On 12/12/06, Kay Schluehr <[EMAIL PROTECTED]> wrote:

Dear Python developers,

while the JVM is opened to support dynamically typed languages [1] I
wonder if the CPyVM could not show more openness to statically typed
languages? Hereby I don't think that much about arbitrary languages for
the CPyVM but sublanguages like RPython which are "static enough" to be
compilable into extension modules [2].

However creating C extension modules from Python code is not really the
standard way I do think Python source should be handled. Instead I think
about a more direct VM support like the JVM does, that provides opcodes
like iload, fstore etc. Besides this I don't expect one canonical
approach for these type information to be feeded into the CPyVM. There
are type inferencer like rtyper for PyPy, Psycos continous bytecode
monitoring and also other approaches are possible that use type
feedback. Finally optional type declarations are also an issue; however
I would like to see language design discussions being separated ( ->
Python 3000 ) and focus on general APIs for compiler extensions / plugs
that deal with type information ( the architecture ) and VM
implementation issues.

Thanks, Kay

[1] http://jcp.org/en/jsr/detail?id=292
[2] http://codespeak.net/pypy/dist/pypy/doc/extcompiler.html


The Python VM is not designed to be general-purpose, period.  Nor does
anyone on python-dev, to my knowledge, have any interest in putting the time
and energy into making it general.  I am quite happy with letting the Parrot
folk handle this goal.  This means that the maintenance cost of adding more
opcodes is not worth it.

But a bigger issue with me is the performance hit.  Every opcode will make
the eval loop larger.  And it is known that the eval loop is rather finicky
in terms of size and performance.  While no hard testing has been done, it
has been assumed we have accidentally hit the sweet spot in terms of CPU
cache size.

An important thing to keep in mind when comparing Python's VM to Java's is
that Java works (somewhat) for dynamic languages because people are
motivated enough to shoehorn languages into it by just assuming everything
is just an object and tossing out the type checking inherent to Java.  But
Java has not, to my knowledge, grown any great features yet to make dynamic
languages work better.  I know about JSR 292, but that is not in yet and
adding just one opcode is not that expensive to the JVM.  But compare the
cost of adding a slew of typed opcodes to Python compared to the JVM adding
just one is not really equal.

In other words, I wouldn't count on this ever happening.  =)  The best you
could do is try to propose some direct mechanism for adding support to the
eval loop to dispatch to some function for unrecognized opcodes, but I
wouldn't count on that being accepted either.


- Assignment
Your answer must be the exact lines from the one holding "Given a width=1024, height=681" through the end of the entries, with no pictures.
--- START ---
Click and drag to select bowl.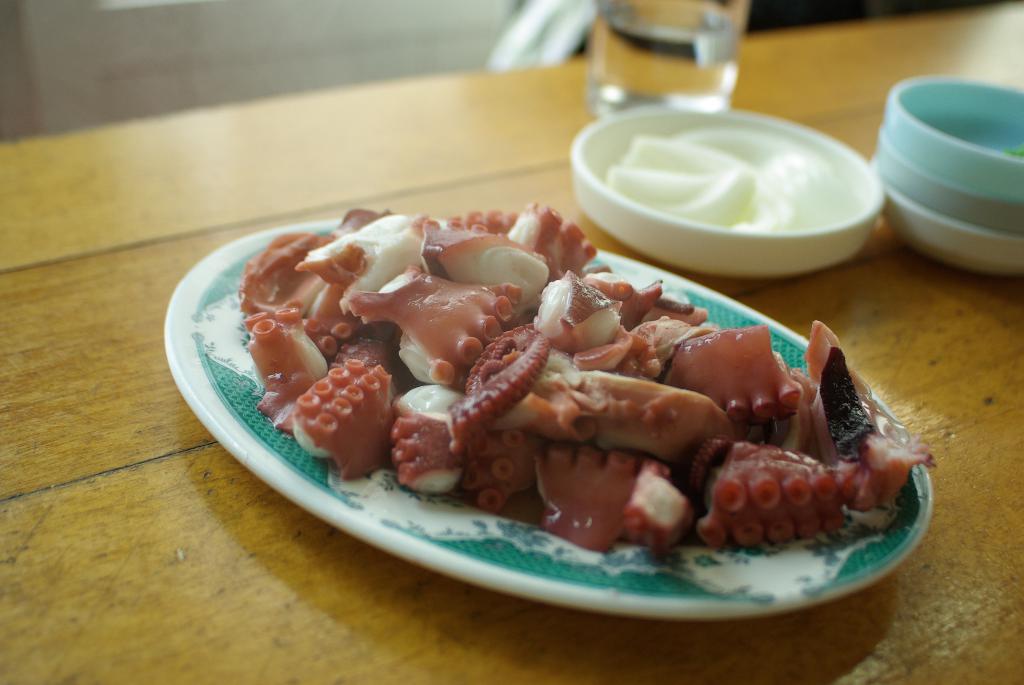
Selection: 881,80,1023,200.
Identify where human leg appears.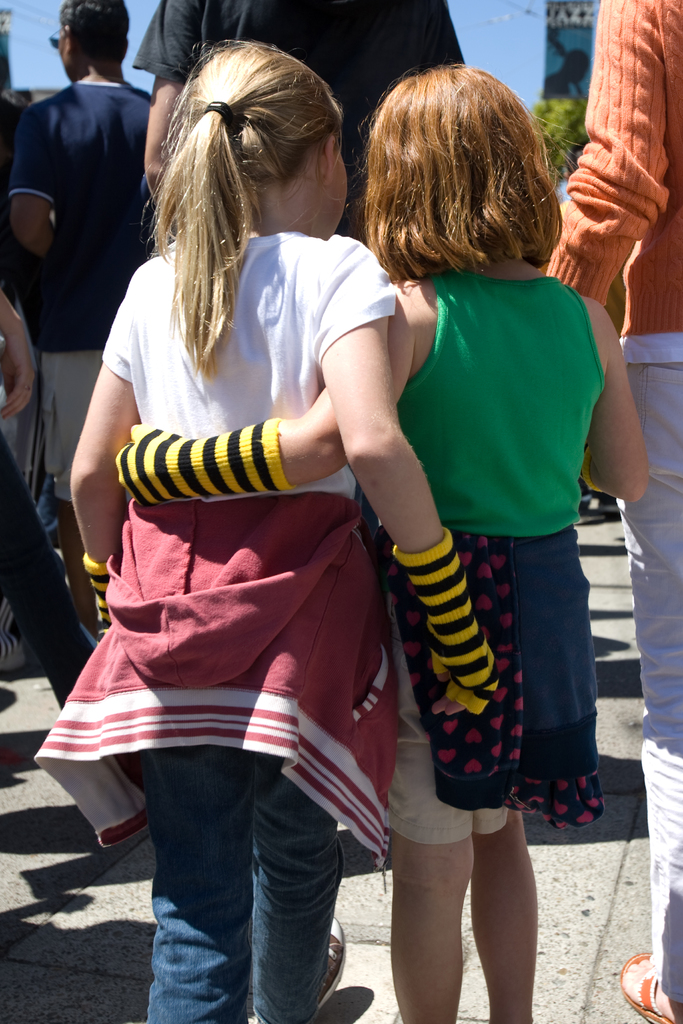
Appears at BBox(468, 804, 542, 1023).
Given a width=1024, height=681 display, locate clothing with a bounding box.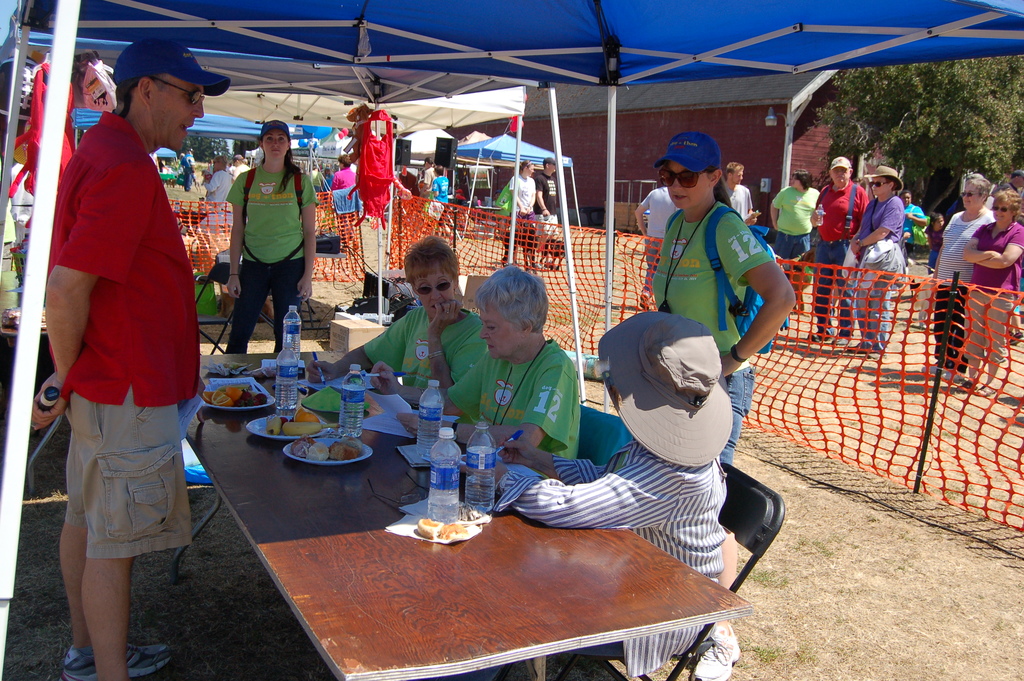
Located: {"x1": 225, "y1": 163, "x2": 323, "y2": 356}.
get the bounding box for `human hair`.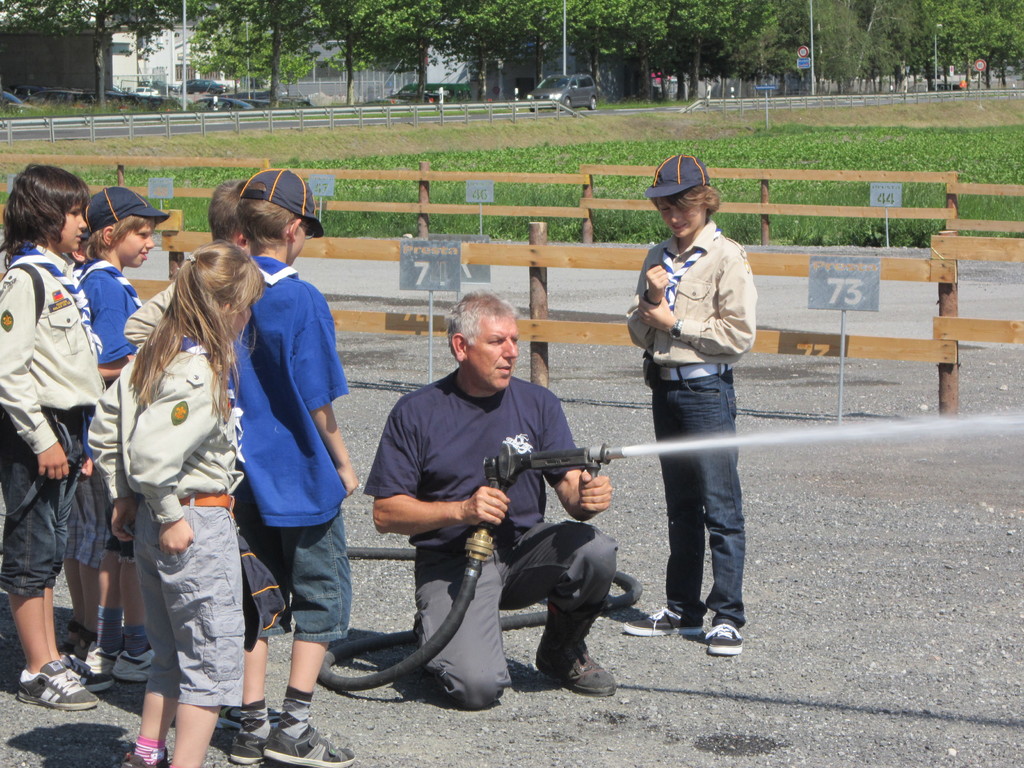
--- END ---
- Completed task
Given a width=1024, height=681 display, locate clothing with a bounding box.
Located: {"x1": 225, "y1": 163, "x2": 323, "y2": 356}.
get the bounding box for `human hair`.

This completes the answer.